I try to keep politics off this blog. That’s the common advice, isn’t it? Not to alienate potential readers by being overtly political. It’s like bringing politics up at dinner parties or with family. There’s something unsavoury about it. Rarely does consensus come out of political conversations unless you are talking to like-minded people.
But then, sometimes politics becomes so inextricably entwined with the daily grind of life that it is hard to crow bar it off the page. It seeps into my waking thoughts and dreams demanding not to be ignored. Those of you who read me – this blog, my fiction or my poetry – know me intimately. My politics cannot be a surprise to you when you read the white space between the lines.
It seems to me that we have become good at revealing our colours to like-minded people. We seek community, live in bubbles of our own making, where challenges are spurned. Within social and traditional media we preach to our own. Our real life friendship groups and social media relationships are more often than not mirror reflections of our own views and interests.
This is natural, but living within an echo chamber is also dangerous. We lose touch with other people’s reality. How many times have you been tempted to unfollow someone because of an opposing view? These clashes of opinion lead to anger and disappointment, rather than curiosity and compassionate listening. I’m as guilty of it as anyone. Once we’ve formed an opinion, it becomes ingrained almost immediately. It’s hard to accept evidence to the contrary; it’s relatively easy to find evidence to back up our own narratives.
From a British perspective, we find ourselves – ten days after the leave vote won the EU referendum – in no man’s land, facing possibly our biggest peacetime challenge. The unpolitical Everyman has become politicised. We all have an opinion on whether this was the right or wrong choice. Real concerns have been met with accusations of stupidity, snobbery and hysteria. Rather than settling the question of EU membership once and for all, the referendum and respective campaigns unleashed a rise in hate crime and simmering tensions in communities, between neighbours, families and friends. It stings in a country that many believed to be a beacon of tolerance and openness.
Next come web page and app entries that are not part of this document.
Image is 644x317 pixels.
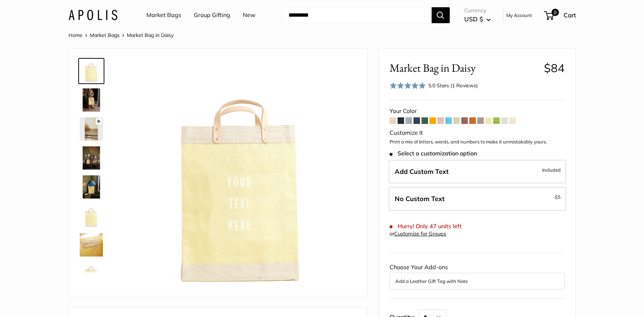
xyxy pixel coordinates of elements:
[545,9,576,21] a: 0 Cart
[78,87,104,113] a: description_The Original Market Bag in Daisy
[507,11,532,19] a: My Account
[78,174,104,200] a: Market Bag in Daisy
[464,14,491,25] button: USD $
[551,9,559,16] span: 0
[390,229,446,239] div: or
[390,150,477,157] span: Select a customization option
[78,58,104,84] a: Market Bag in Daisy
[78,116,104,142] a: Market Bag in Daisy
[390,139,565,146] p: Print a mix of letters, words, and numbers to make it unmistakably yours.
[243,10,255,21] a: New
[194,10,230,21] a: Group Gifting
[90,32,120,38] a: Market Bags
[390,61,539,75] span: Market Bag in Daisy
[80,117,103,141] img: Market Bag in Daisy
[432,7,450,23] button: Search
[78,261,104,287] a: Market Bag in Daisy
[390,106,565,117] div: Your Color
[564,11,576,19] span: Cart
[80,234,103,257] img: Market Bag in Daisy
[389,160,567,184] label: Add Custom Text
[80,89,103,112] img: description_The Original Market Bag in Daisy
[553,193,561,201] span: -
[464,15,483,23] span: USD $
[429,82,478,90] div: 5.0 Stars (1 Reviews)
[78,232,104,258] a: Market Bag in Daisy
[395,167,449,176] span: Add Custom Text
[127,32,174,38] span: Market Bag in Daisy
[396,277,559,286] button: Add a Leather Gift Tag with Note
[390,223,462,230] span: Hurry! Only 47 units left
[69,31,174,40] nav: Breadcrumb
[389,187,567,211] label: Leave Blank
[464,5,491,16] span: Currency
[542,166,561,174] span: Included
[390,262,565,289] div: Choose Your Add-ons
[80,146,103,170] img: Market Bag in Daisy
[390,80,478,91] div: 5.0 Stars (1 Reviews)
[80,204,103,228] img: description_Seal of authenticity printed on the backside of every bag.
[69,32,83,38] a: Home
[283,7,432,23] input: Search...
[78,203,104,229] a: description_Seal of authenticity printed on the backside of every bag.
[80,59,103,83] img: Market Bag in Daisy
[69,10,117,21] img: Apolis
[395,195,445,203] span: No Custom Text
[390,127,565,139] div: Customize It
[395,231,446,237] a: Customize for Groups
[78,145,104,171] a: Market Bag in Daisy
[555,194,561,200] span: $5
[544,61,565,75] span: $84
[80,176,103,198] img: Market Bag in Daisy
[127,59,356,289] img: Market Bag in Daisy
[80,262,103,286] img: Market Bag in Daisy
[146,10,181,21] a: Market Bags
I’ve been increasingly tempted in these past few days, when the political storms show no signs of subsiding anytime soon, nationally we are in disarray at both government and civil society level, and news is reaching saturation point, to retreat into my cocoon, and instead concentrate on the nourishment of family life, writing stories that are unconcerned with the themes playing out in front of us. But our environment and our worries have a way of seeping into our daily lives and onto the page, as if in symbiosis.
My worries about racism have plagued my subconscious at night. I turn over in my sleep and notice contrast between my dark-skinned hand and the white bedsheets. Yesterday, I gave a wide berth to a man in the supermarket with my shopping basket, just in case I accidentally bumped him and triggered a racist comment. Such paranoia is not usually mine; it is tied to the mood of the nation.
Photo by Venus Petrov
If these tensions dissipate, it will be because of fatigue, a lack of energy to fight our causes, a resignation and lack of hope about the future. But there can be no doubt what lies beneath the surface, what both government and opposition parties would be foolish to ignore. Alongside the reshaping of our national identity with regards to the EU, they must also grapple with complex questions of racism, democracy, political trust and social mobility.
Complex negotiations lie ahead regarding trade, free movement of people, worker rights, borders and the unity of the existing kingdom. Meanwhile career politicians are stepping back from the fray, shell-shocked, out-manoeuvred, undone. Those at the heads of the respective leave and remain camps can’t press the ejector buttons on their political careers fast enough, to the theme tune of The Benny Hill Show.
One thing is clear. If we find ourselves falling into a Them and Us narrative it should be a signal that we are over-simplifying facts. We cannot retreat into dualism: left vs. right; young vs. old; cities vs. rural areas; working class vs. upper class; black vs. white; nationalists vs. internationalists. Divisions don’t serve anyone well.
Away from the party political manouvres at Westminster and in Brussels, we need to decide what kind of country we will be.